Daily Paper Assignments

There will be daily papers for the readings. These will be keyed to the reading for the day and will ask you to react to them. This means you will need actually to read them and to reflect on them. I will drop the lowest two grades for these papers and so you can decide to skip two (or do them all to make sure you can get the best grade). Late daily papers will not be accepted.

There will be two set questions for each day, and you may choose which question you will answer in your daily paper. Daily papers should be typed and no more than one page in length. In order to help my aging memory, please place a picture of yourself on your paper. This puts the pressure on me to learn your name.

  1. Look for Dominance: Analyze the behavior of someone (even yourself) in DeWaal's terms of dominance and submission. What moral lesson does this tell you?
  2. Nasty: Why would life be nasty, brutish, and short without Leviathan?
  3. Look for Connections: Analyze the behavior of someone (even yourself) in terms of coalition buiidling or connection. What moral lesson does this teach you?
  4. Sentiments: What sentiment is most important for Hume? How does it produce moral behavior?

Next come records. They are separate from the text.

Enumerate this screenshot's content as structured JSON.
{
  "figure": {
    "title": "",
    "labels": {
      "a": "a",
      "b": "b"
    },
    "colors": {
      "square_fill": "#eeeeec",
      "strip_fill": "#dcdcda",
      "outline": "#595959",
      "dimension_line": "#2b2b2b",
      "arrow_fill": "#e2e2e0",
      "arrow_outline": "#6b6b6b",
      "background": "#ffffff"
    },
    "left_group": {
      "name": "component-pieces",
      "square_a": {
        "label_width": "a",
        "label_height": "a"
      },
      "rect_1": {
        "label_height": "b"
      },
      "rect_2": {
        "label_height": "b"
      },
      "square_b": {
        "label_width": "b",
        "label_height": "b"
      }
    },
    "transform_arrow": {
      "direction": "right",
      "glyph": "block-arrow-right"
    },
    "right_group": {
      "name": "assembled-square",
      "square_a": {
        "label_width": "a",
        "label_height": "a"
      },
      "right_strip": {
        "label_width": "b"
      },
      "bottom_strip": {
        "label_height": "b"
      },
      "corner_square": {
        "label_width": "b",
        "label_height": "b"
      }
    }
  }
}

  5. Unpack a Judgment: Look for a concrete moral judgment someone makes today. Analyze it in terms of Haidt's two-process theory of moral reasoning. Is it Tail or Dog? Does this affect the correctness of the judgment?
  6. Sin: What is the central sin for Augustine? Can you comfortably place yourself in the hierarchy he describes?

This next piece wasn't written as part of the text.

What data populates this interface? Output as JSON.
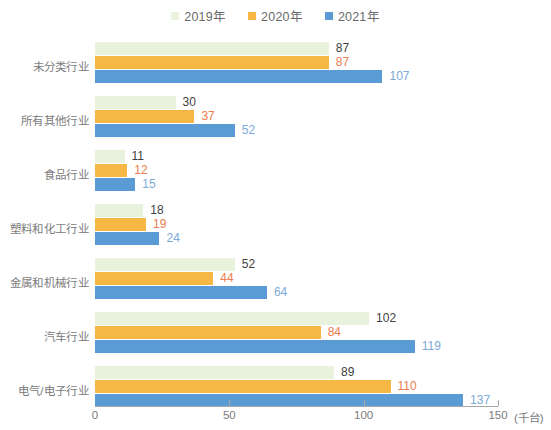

  7. Describe a Distancing Strategy: Find in the paper or in other sources a distancing strategy. What effect does it have on the moral judgment the person(s) make?
  8. Moral Support for Immorality: Describe a concrete instance of using a moral reason to support aggression against another. In this instance, does it increas eor decrease the sophistication of the reasoning?

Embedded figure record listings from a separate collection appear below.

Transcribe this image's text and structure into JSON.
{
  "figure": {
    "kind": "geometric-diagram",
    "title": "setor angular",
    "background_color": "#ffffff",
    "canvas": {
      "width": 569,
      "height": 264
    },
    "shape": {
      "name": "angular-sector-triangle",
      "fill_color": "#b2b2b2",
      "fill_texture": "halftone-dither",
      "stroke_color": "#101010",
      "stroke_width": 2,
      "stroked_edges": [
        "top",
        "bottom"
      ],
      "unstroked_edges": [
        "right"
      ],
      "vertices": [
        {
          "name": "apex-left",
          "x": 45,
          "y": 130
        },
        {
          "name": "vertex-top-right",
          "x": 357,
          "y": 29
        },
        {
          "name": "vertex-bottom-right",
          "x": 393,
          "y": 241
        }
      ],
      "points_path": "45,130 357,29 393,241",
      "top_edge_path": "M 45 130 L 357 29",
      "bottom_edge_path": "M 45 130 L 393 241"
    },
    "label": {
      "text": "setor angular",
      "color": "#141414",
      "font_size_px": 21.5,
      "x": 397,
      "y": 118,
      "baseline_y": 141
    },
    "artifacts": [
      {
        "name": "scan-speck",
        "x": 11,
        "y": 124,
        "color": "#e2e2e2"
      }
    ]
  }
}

  9. Capitalism: Why is capitalism inimicable to Christianity? Can you reconcile this with your desire for a comfortable life?
  10. 9/11 as a stressor: Describe how the experience in the U.S. since 9/11 might be a stressor in Staub's terms. What might keep our society from moving down the continuum of destruction?
  11. Property: Why does Rousseau think property is the root of all evil?
  12. Building a Moral Community: Suggest at least one concrete way that we might build a moral community in the post 9/11 United States.
  13. Will: Would Kant approve your decision to help if you did it because your community supported this choice?
  14. Indentifying Positive Influences: Identify apositive influence in your life and analyze that using Colby & Damon's approach.
  15. Tragedy: How does Rheinhold Neibuhr qualify his statement that human moral choice is tragic?
  16. Is the Bubble Bad?: Given Colby & Damon's approach, what is good and bad about "the bubble" in their terms?
  17. MLK: Does MLK's claim for impatience apply to any current moral situation?
  18. Identify a Learned Virtue: Indentify a virtue that one might learn in adulthood.
  19. Paradox: How can a person be both free and a servant at the same time?
  20. Identify a Moral Skill: What moral skills might we teach children in school?
  21. Skills: How would we identify someone who was morally skilled?
  22. Tell a Moral Story: Find a biblical story or tell one of your own. In McAdam's terms, how is it framed?
  23. Virtue: What virtue(s) does this class help you practice?
  24. Identify a Metaphor. What is your central metaphor for moral choice?
  25. Is & Ought: Are there "moral facts" that we cannot evade in our discussion of morality?